Sutton was a shocking driver. Challis pictured the knuckles clenched on the wheel, the pointless surges and braking, the overtaking on hills and blind corners. ‘You’re here now,’ he said, starting the car and heading north through the town.

Cranbourne was outside their district but less than thirty minutes from the Chicory Kiln. After fixing it with the officer in charge, they were given a room and access to a trainee constable named Rick Dixon, who had reported his uniform stolen from a laundromat dryer a few days earlier. Soft, perspiring, very young, Dixon had gelled hair and a sulky, plump lower lip. ‘I swear I was only gone five minutes. Slipped out to pay some bills.’

He might not be lying, Challis thought, eyeing him closely, but he is skating a little. ‘Where was this?’

‘Near where I live.’

‘And where is that?’

‘Berwick.’

‘Name?’

‘Er, Richard Dixon, sir.’

‘Not you, the laundromat.’

‘Not sure, sir.’

Sutton said, ‘Can you give us a location?’

Dixon described a strip of shops, a Mobil service station on one corner, a VideoEzy opposite, enough for Challis to locate it using a telephone directory.

With Dixon out of the interview room, he dialled the number.

‘Yeah,’ scratched a voice in his ear. ‘I remember. Officious little prick-no offence.’

‘Do you have security cameras?’

‘Mate, this isn’t exactly the Bank of England.’

‘Was any other clothing stolen that day?’

‘That’s the whole point: none was stolen, then or any other day. The moron used hot water and a hot dryer setting and his lovely new uniform shrank. Tried to blame it on me.’

Challis called Dixon back and said, before the trainee had time to sit, ‘You made a false theft report.’

Dixon’s colour drained away; perspiration beaded and ran. ‘No way.’

There were times, like now, when Challis questioned the training academy’s selection procedures.
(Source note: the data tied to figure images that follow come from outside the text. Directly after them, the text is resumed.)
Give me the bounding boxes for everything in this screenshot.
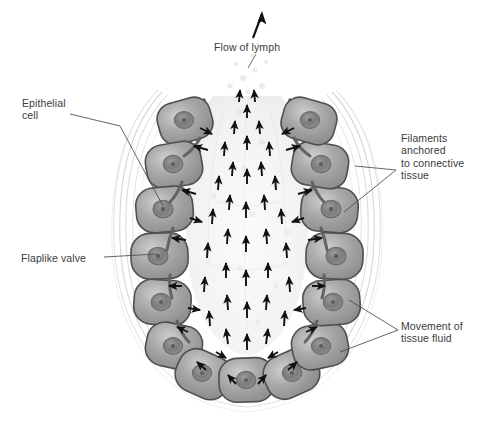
epithelial-cell (132, 278, 192, 327)
leader-movement-lower (340, 330, 398, 352)
label-movement-of-tissue-fluid: Movement of tissue fluid (401, 320, 463, 345)
flow-of-lymph-arrow (248, 11, 266, 68)
label-flow-of-lymph: Flow of lymph (214, 41, 280, 53)
epithelial-cell (288, 319, 352, 374)
lymphatic-capillary-figure: Flow of lymph Epithelial cell Flaplike v… (0, 0, 495, 429)
capillary-illustration (0, 0, 495, 429)
label-flaplike-valve: Flaplike valve (21, 252, 86, 264)
label-epithelial-cell: Epithelial cell (22, 97, 66, 122)
label-filaments-anchored-to-connective-tissue: Filaments anchored to connective tissue (401, 132, 464, 182)
epithelial-cell (299, 185, 360, 235)
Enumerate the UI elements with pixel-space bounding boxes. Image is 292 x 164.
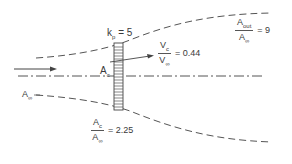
a-inf-label: A∞	[22, 90, 32, 101]
actuator-disk	[114, 43, 123, 110]
aout-ainf-ratio: Aout A∞ = 9	[235, 17, 270, 44]
kp-label: kp = 5	[107, 28, 132, 40]
ac-label: Ac	[100, 66, 110, 78]
flow-arrow	[14, 67, 57, 72]
streamtube-lower	[36, 95, 272, 142]
vc-vinf-ratio: Vc V∞ = 0.44	[158, 40, 200, 67]
ac-ainf-ratio: Ac A∞ = 2.25	[91, 117, 133, 144]
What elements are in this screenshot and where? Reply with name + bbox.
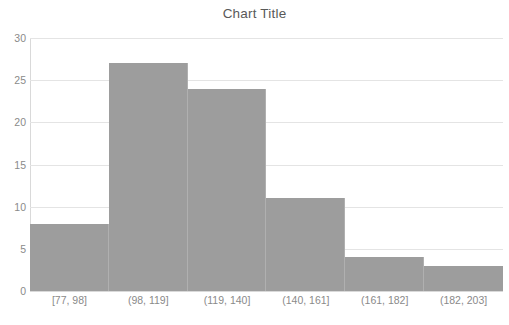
y-tick-label: 25 bbox=[0, 74, 26, 86]
bar[interactable] bbox=[109, 63, 188, 291]
x-tick-label: (140, 161] bbox=[266, 294, 345, 306]
x-tick-label: (119, 140] bbox=[188, 294, 267, 306]
bar-cell bbox=[188, 38, 267, 291]
bar-cell bbox=[424, 38, 503, 291]
y-tick-label: 20 bbox=[0, 116, 26, 128]
y-tick-label: 30 bbox=[0, 32, 26, 44]
y-tick-label: 5 bbox=[0, 243, 26, 255]
bar[interactable] bbox=[188, 89, 267, 291]
bar[interactable] bbox=[266, 198, 345, 291]
bar[interactable] bbox=[345, 257, 424, 291]
gridline-0 bbox=[30, 291, 503, 292]
y-tick-label: 15 bbox=[0, 159, 26, 171]
x-tick-label: (182, 203] bbox=[424, 294, 503, 306]
bar-cell bbox=[345, 38, 424, 291]
x-tick-label: (98, 119] bbox=[109, 294, 188, 306]
bar-series bbox=[30, 38, 503, 291]
y-tick-label: 0 bbox=[0, 285, 26, 297]
x-axis-labels: [77, 98](98, 119](119, 140](140, 161](16… bbox=[30, 294, 503, 306]
chart-title: Chart Title bbox=[0, 6, 509, 21]
bar[interactable] bbox=[424, 266, 503, 291]
x-tick-label: (161, 182] bbox=[345, 294, 424, 306]
bar-cell bbox=[30, 38, 109, 291]
bar-cell bbox=[266, 38, 345, 291]
bar[interactable] bbox=[30, 224, 109, 291]
x-tick-label: [77, 98] bbox=[30, 294, 109, 306]
bar-cell bbox=[109, 38, 188, 291]
y-tick-label: 10 bbox=[0, 201, 26, 213]
chart-container: Chart Title 051015202530 [77, 98](98, 11… bbox=[0, 0, 509, 325]
y-axis-labels: 051015202530 bbox=[0, 0, 26, 325]
plot-area bbox=[30, 38, 503, 291]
He’d discerned a kind of cravenness in Dixon at the start of the interview; now the trainee contrived to look wounded, distantly accusing and aggrieved, working innocence onto his soft face and puzzlement into his tangled eyebrows.

This enraged Challis. ‘You fucked up. You ruined your uniform because you’re ignorant, and rather than fork out for a new one you tried blaming another person and made a false report. Were you hoping you’d be issued another uniform, free of charge?’

‘You’re so wrong about this.’

‘You’re so wrong about this, sir,’ barked Challis.

Dixon’s eyes scouted for a way out. ‘Will this go on my record?’